Oliver L. "Lafe" Parks (June 10, 1899 - February 28, 1985) was a pioneer in the fields of pilot training and aviation studies in the early decades of aviation.
Parks' career started as a Chevrolet salesman at the Gravois Motor corporation in St. Louis. He learned to fly in 1926. Combining his sales and piloting skills, Parks flew a Standard J with the Gravois Motor logo painted on the fuselage and wings.
A friend of Charles Lindbergh, Parks founded the Parks Air College at Lambert Field, St Louis, in 1927 and quickly established higher standards for the amount and quality of training that student pilots were required to complete to earn their commercial pilot's certification.

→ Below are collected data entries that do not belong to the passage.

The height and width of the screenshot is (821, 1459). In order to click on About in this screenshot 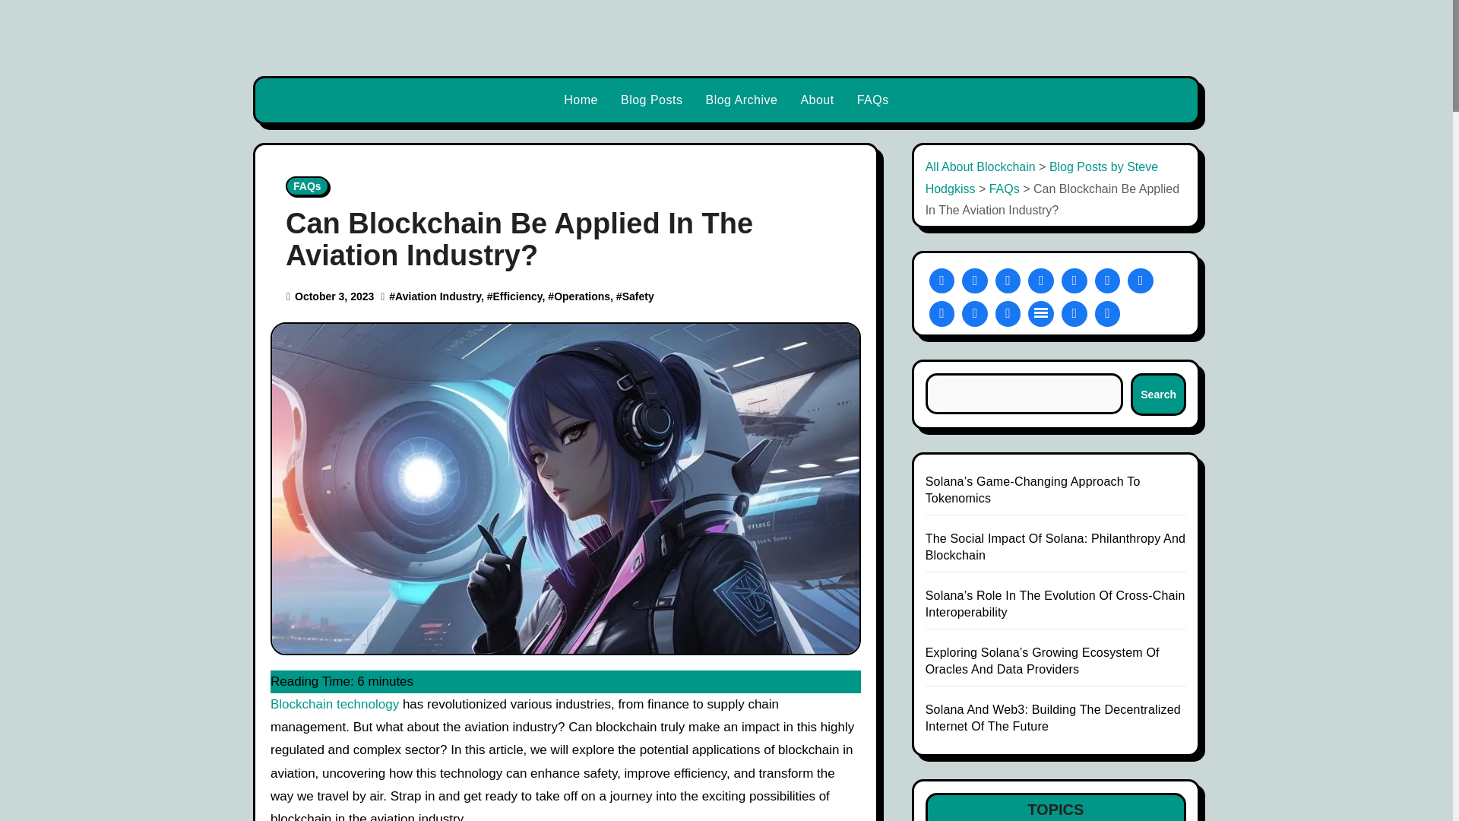, I will do `click(816, 100)`.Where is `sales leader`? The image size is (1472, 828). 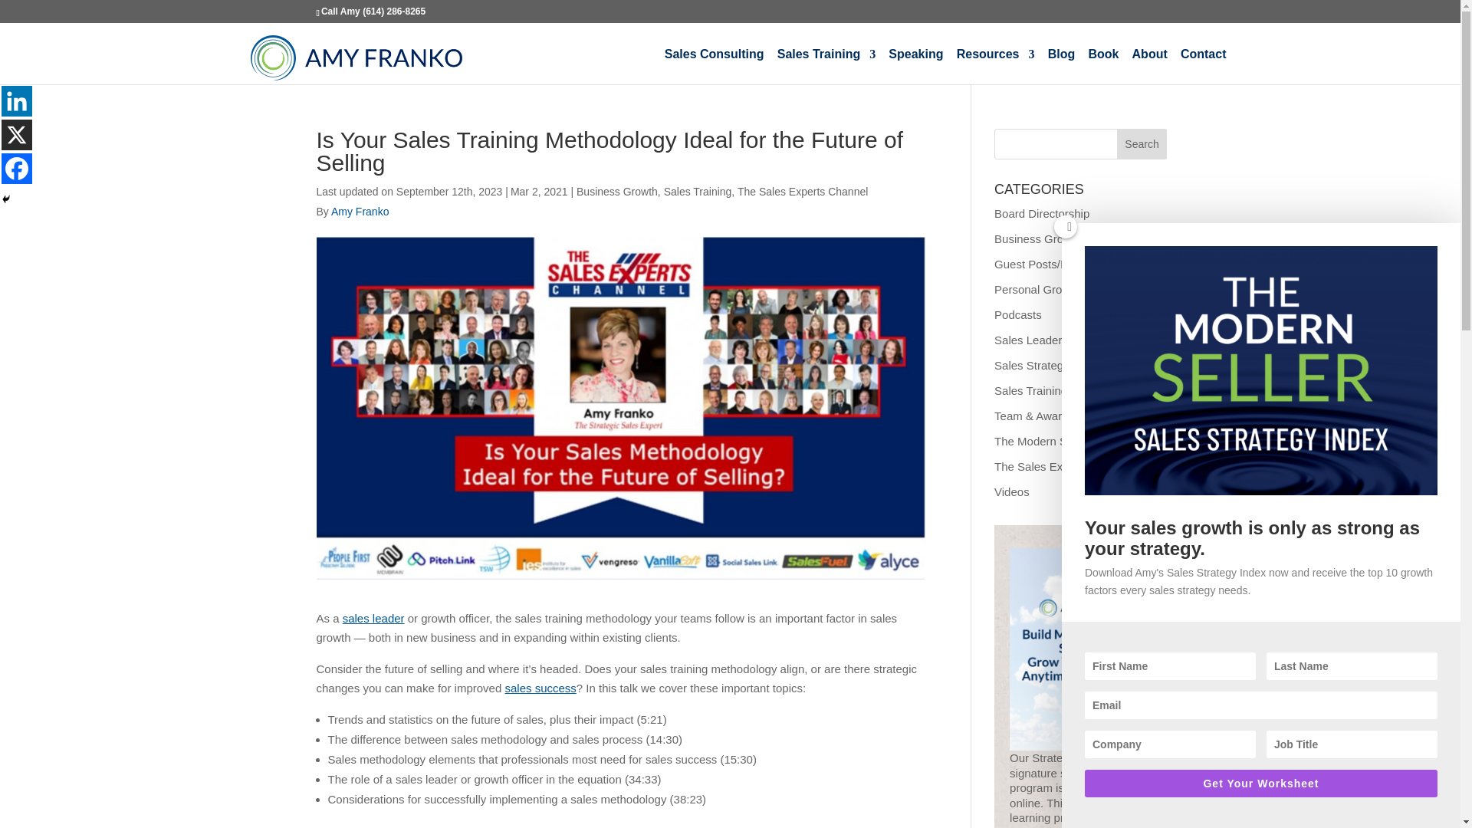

In the late 1930s, with war brewing again in Europe, Parks convinced the United States Army Air Corps that the training program at his college could adequately prepare military pilots for combat missions. In October 1938, General Hap Arnold asked the top three aviation school representatives - Oliver Parks, C. C. Moseley of the Curtiss-Wright Technical Institute, and Theopholis Lee of the Boeing School of Aeronautics - to establish an unfunded startup of Civilian Pilot Training Program schools at their own risk; all three agreed. In 1939, Parks was brought to Alabama to set up a Civilian Pilot Training Program for the University of Alabama at Van de Graaff Field. In 1940, he leased all of Curtiss-Steinberg Airport (now St. Louis Downtown Airport), which was renamed Curtiss-Parks Airport, for his school. By the end of World War II, more than 37,000 cadets (more than 10% of the Air Corps and "fully one-sixth of all U.S. Army pilots of the era") had received their primary flight instruction at a Parks school.
In 1944, Parks conducted a nationwide survey to see what features the potential pool of 70,000 new post-war pilots would want in a personal aircraft. When the wartime training program was phased out that year, he went to work for the Engineering and Research Corporation (ERCO).